2025 has probably been the best year for Linux that I can remember, at least from the perspective of general PC users. It's had tons of publicity as a viable alternative to Windows, even, and perhaps especially for gaming. I switched to it myself earlier this year, but I'm back on Windows and I don't think I'll be switching back to Linux properly any time soon.
The Linux hype this time was precipitated by Valve's Linux-based operating system, SteamOS, opening up for use on other handhelds than just the Steam Deck. That had been long on the cards, but it finally started seeming close at hand early on this year.
SteamOS has shown what Linux can be capable of for gaming in large part because of Proton, the compatibility layer Valve employs to translate Windows commands into ones that Linux can understand. It's a fork of WINE tailored towards gaming, created and maintained by Valve specifically for that purpose.
Over the years, Proton has gotten so good that compatible games tend to run flawlessly. Valve has an incentive to ensure this is the case, as a great gaming experience on SteamOS via Proton makes for more Steam Deck and Steam Store sales.
The development and improvement of Proton has been a massive part of what's made Linux distros genuinely viable for gaming. And yes, I said "distros", plural, because any distro can use Proton, as it's built into Steam for Linux. It's not just a SteamOS thing.
My own recent foray into Linux was very short-lived, however. I've dipped into Linux many times over the course of my life, but I've never stuck with it, and this time I was punted back over to Windows with undue force. You can read the full story explaining why here, but the long-story-short is it just completely broke—trackpad, Wi-Fi card, the lot—while I was working away at Gamescom, and I didn't have the time or patience to troubleshoot and fix it.
A frantic Windows install was my solution, and the experience has traumatised me enough that I'm reluctant to give Linux another go, at least not on a machine that I depend on for work. I'd experienced troubles that made me consider abandoning Linux prior to this—Nobara Linux didn't seem to gel with my laptop's hybrid graphics and external monitor—but my complete disaster at Gamescom solidified things.
Still, that was just my own experience, and the hype was still there for Linux as the year went on. Whether that was from influencers and publications capitalising on the hype by generating even more hype, or whether it was real enthusiasm, it doesn't matter: it was there.
The first one. Away from home he decides to try one Linux distribution, something he apparently has no experience in and with not much extra time to spare? Wow, what a great reason.
The second one, yeah. If you are used to playing these games I get it. I never even got into those, so have no need to start them now.
I mean, yes, he should've picked a less busy period to test Linux out. But trackpad and wifi issues could come up at any time, which would be troublesome. I've gone weeks wihout issues, only to turn my laptop on one day and boom, touchpad doesn't work. And some days I don't have my mouse with me to use. And the other issue is Linux is so varied and different that a solution for one person might not work for you. That and lack of proper documentation. I have tried doing crazy shit to fix issues, only to then learn all I had to do was toggle a switch in the settings, but my distro didn't make it obvious that's what i should do.
(This LITERALLY is what happened with my touchpad, for some reason it disabled itself in settings after an update a while ago.)
People don't want to spend weekends fixing their tech, and that's understandable.
I mean, they could have pretty quickly and easily tried a different distro
For the past month or so, I've been getting "RDSEED32 is broken" and it seems to be an issue with AMD's drivers? Either way, there doesn't appear to be a solution for me outside of getting a new CPU, but it also still boots and works so I'm not too bothered by it either.
But when updates roll around? Yeah, usually a good idea to make a backup before updating. Same is true with Windows, of course, but I already expect Windows to need a reinstall every year or so.
https://www.amd.com/en/resources/product-security/bulletin/amd-sb-7055.html
it sounds like the kernel is just working around a known CPU microcode bug. it would probably be using the 64-bit RDSEED operation anyway, so disabling the 32-bit option probably doesn't actually change anything.
also, the kernel's random number generator is very robust (especially since Jason Donenfeld, the author of Wireguard, took over its maintenance) and will work perfectly fine even in the complete absence of RDSEED CPU instructions.
Yeah that particular issue doesn't bother me much anyway, just delays startup by a second or two.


▸ **PROBLEM TO WORK ON**: Copy each line below exactly and leave the pictures out.

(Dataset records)
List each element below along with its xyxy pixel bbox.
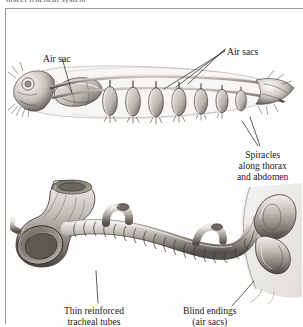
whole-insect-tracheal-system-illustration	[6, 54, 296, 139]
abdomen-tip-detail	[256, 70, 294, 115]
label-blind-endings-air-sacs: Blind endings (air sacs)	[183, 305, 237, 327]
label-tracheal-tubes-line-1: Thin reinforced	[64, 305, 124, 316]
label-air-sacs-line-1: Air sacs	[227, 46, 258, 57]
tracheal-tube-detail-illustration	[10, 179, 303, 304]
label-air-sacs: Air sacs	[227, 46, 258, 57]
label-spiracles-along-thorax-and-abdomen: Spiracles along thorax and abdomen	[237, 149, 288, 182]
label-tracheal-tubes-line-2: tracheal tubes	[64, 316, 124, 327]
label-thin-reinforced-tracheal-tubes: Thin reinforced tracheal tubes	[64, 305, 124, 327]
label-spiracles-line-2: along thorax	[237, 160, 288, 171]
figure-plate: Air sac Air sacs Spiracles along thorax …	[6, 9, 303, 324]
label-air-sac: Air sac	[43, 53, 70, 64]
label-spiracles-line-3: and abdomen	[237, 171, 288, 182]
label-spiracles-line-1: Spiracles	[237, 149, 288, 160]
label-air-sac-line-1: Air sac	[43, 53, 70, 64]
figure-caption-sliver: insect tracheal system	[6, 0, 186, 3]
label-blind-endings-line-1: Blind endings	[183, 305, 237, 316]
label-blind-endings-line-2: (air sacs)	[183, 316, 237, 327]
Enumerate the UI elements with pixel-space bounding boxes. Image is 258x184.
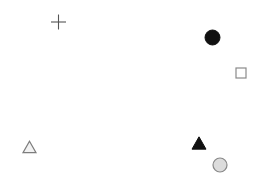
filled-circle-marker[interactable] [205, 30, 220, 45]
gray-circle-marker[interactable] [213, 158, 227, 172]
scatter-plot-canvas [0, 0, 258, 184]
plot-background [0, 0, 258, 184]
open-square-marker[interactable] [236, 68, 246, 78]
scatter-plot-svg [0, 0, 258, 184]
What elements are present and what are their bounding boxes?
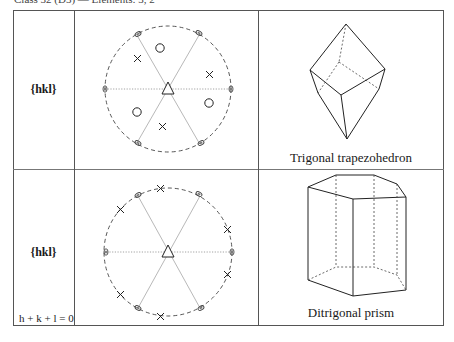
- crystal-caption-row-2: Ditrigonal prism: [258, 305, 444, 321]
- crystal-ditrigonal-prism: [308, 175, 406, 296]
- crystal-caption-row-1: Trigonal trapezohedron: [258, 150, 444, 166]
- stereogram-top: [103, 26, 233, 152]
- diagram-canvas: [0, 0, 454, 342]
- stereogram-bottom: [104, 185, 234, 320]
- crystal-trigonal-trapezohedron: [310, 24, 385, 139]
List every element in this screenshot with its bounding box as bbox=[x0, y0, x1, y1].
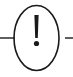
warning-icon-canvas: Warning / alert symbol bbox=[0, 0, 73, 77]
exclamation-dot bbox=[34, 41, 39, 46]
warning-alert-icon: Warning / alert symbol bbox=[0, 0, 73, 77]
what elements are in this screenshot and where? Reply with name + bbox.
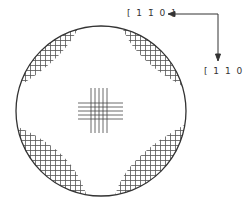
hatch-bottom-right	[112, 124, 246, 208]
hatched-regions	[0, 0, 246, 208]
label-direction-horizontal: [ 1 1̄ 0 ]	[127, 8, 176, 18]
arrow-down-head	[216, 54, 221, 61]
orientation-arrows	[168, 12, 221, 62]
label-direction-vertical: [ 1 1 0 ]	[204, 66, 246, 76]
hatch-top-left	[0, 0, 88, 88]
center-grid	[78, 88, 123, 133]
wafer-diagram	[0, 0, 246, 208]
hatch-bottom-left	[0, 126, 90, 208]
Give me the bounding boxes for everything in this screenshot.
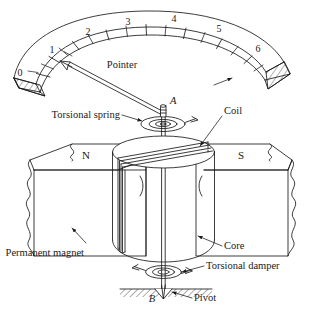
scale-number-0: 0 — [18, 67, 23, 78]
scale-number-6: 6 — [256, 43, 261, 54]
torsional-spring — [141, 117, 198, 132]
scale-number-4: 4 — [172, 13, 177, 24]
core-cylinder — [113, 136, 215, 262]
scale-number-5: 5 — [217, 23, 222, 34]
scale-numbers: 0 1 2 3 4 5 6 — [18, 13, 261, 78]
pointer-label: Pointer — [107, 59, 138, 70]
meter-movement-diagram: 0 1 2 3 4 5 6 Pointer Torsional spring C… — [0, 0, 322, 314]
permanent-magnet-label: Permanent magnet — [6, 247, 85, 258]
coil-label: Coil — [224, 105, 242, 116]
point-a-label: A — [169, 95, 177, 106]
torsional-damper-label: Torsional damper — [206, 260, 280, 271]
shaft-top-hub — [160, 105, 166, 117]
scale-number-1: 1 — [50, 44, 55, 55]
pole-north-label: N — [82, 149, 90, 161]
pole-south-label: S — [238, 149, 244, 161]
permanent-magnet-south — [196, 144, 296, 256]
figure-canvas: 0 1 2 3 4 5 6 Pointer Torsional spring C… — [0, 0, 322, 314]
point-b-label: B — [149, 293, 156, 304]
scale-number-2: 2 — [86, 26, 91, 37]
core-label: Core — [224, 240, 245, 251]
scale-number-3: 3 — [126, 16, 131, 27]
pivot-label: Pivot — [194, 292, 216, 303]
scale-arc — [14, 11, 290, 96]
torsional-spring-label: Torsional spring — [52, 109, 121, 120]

▸ **THE COMPLETED TASK**:
List each element below along with its xyxy pixel bbox.
whole-insect-tracheal-system-illustration	[6, 54, 296, 139]
abdomen-tip-detail	[256, 70, 294, 115]
label-blind-endings-air-sacs: Blind endings (air sacs)	[183, 305, 237, 327]
label-tracheal-tubes-line-1: Thin reinforced	[64, 305, 124, 316]
label-air-sacs-line-1: Air sacs	[227, 46, 258, 57]
tracheal-tube-detail-illustration	[10, 179, 303, 304]
label-air-sacs: Air sacs	[227, 46, 258, 57]
label-spiracles-along-thorax-and-abdomen: Spiracles along thorax and abdomen	[237, 149, 288, 182]
label-tracheal-tubes-line-2: tracheal tubes	[64, 316, 124, 327]
label-thin-reinforced-tracheal-tubes: Thin reinforced tracheal tubes	[64, 305, 124, 327]
label-spiracles-line-2: along thorax	[237, 160, 288, 171]
figure-plate: Air sac Air sacs Spiracles along thorax …	[6, 9, 303, 324]
label-air-sac: Air sac	[43, 53, 70, 64]
label-spiracles-line-3: and abdomen	[237, 171, 288, 182]
label-spiracles-line-1: Spiracles	[237, 149, 288, 160]
label-air-sac-line-1: Air sac	[43, 53, 70, 64]
figure-caption-sliver: insect tracheal system	[6, 0, 186, 3]
label-blind-endings-line-1: Blind endings	[183, 305, 237, 316]
label-blind-endings-line-2: (air sacs)	[183, 316, 237, 327]
Enumerate the UI elements with pixel-space bounding boxes. Image is 258x184.
filled-circle-marker[interactable] [205, 30, 220, 45]
gray-circle-marker[interactable] [213, 158, 227, 172]
scatter-plot-canvas [0, 0, 258, 184]
plot-background [0, 0, 258, 184]
open-square-marker[interactable] [236, 68, 246, 78]
scatter-plot-svg [0, 0, 258, 184]
What elements are present and what are their bounding boxes?
- crystal-caption-row-2: Ditrigonal prism: [258, 305, 444, 321]
- crystal-ditrigonal-prism: [308, 175, 406, 296]
- crystal-caption-row-1: Trigonal trapezohedron: [258, 150, 444, 166]
- stereogram-top: [103, 26, 233, 152]
- diagram-canvas: [0, 0, 454, 342]
- stereogram-bottom: [104, 185, 234, 320]
- crystal-trigonal-trapezohedron: [310, 24, 385, 139]
List every element in this screenshot with its bounding box as bbox=[x0, y0, x1, y1].
warning-icon-canvas: Warning / alert symbol bbox=[0, 0, 73, 77]
exclamation-dot bbox=[34, 41, 39, 46]
warning-alert-icon: Warning / alert symbol bbox=[0, 0, 73, 77]
what elements are in this screenshot and where? Reply with name + bbox.
hatch-bottom-right	[112, 124, 246, 208]
hatched-regions	[0, 0, 246, 208]
label-direction-horizontal: [ 1 1̄ 0 ]	[127, 8, 176, 18]
arrow-down-head	[216, 54, 221, 61]
orientation-arrows	[168, 12, 221, 62]
label-direction-vertical: [ 1 1 0 ]	[204, 66, 246, 76]
hatch-top-left	[0, 0, 88, 88]
center-grid	[78, 88, 123, 133]
wafer-diagram	[0, 0, 246, 208]
hatch-bottom-left	[0, 126, 90, 208]
Give me the bounding boxes for everything in this screenshot.
scale-number-0: 0 — [18, 67, 23, 78]
scale-number-6: 6 — [256, 43, 261, 54]
torsional-spring — [141, 117, 198, 132]
scale-number-4: 4 — [172, 13, 177, 24]
core-cylinder — [113, 136, 215, 262]
scale-number-5: 5 — [217, 23, 222, 34]
scale-numbers: 0 1 2 3 4 5 6 — [18, 13, 261, 78]
pointer-label: Pointer — [107, 59, 138, 70]
meter-movement-diagram: 0 1 2 3 4 5 6 Pointer Torsional spring C… — [0, 0, 322, 314]
permanent-magnet-label: Permanent magnet — [6, 247, 85, 258]
coil-label: Coil — [224, 105, 242, 116]
point-a-label: A — [169, 95, 177, 106]
torsional-damper-label: Torsional damper — [206, 260, 280, 271]
shaft-top-hub — [160, 105, 166, 117]
scale-number-1: 1 — [50, 44, 55, 55]
pole-north-label: N — [82, 149, 90, 161]
pole-south-label: S — [238, 149, 244, 161]
permanent-magnet-south — [196, 144, 296, 256]
figure-canvas: 0 1 2 3 4 5 6 Pointer Torsional spring C… — [0, 0, 322, 314]
point-b-label: B — [149, 293, 156, 304]
scale-number-2: 2 — [86, 26, 91, 37]
core-label: Core — [224, 240, 245, 251]
scale-number-3: 3 — [126, 16, 131, 27]
pivot-label: Pivot — [194, 292, 216, 303]
scale-arc — [14, 11, 290, 96]
torsional-spring-label: Torsional spring — [52, 109, 121, 120]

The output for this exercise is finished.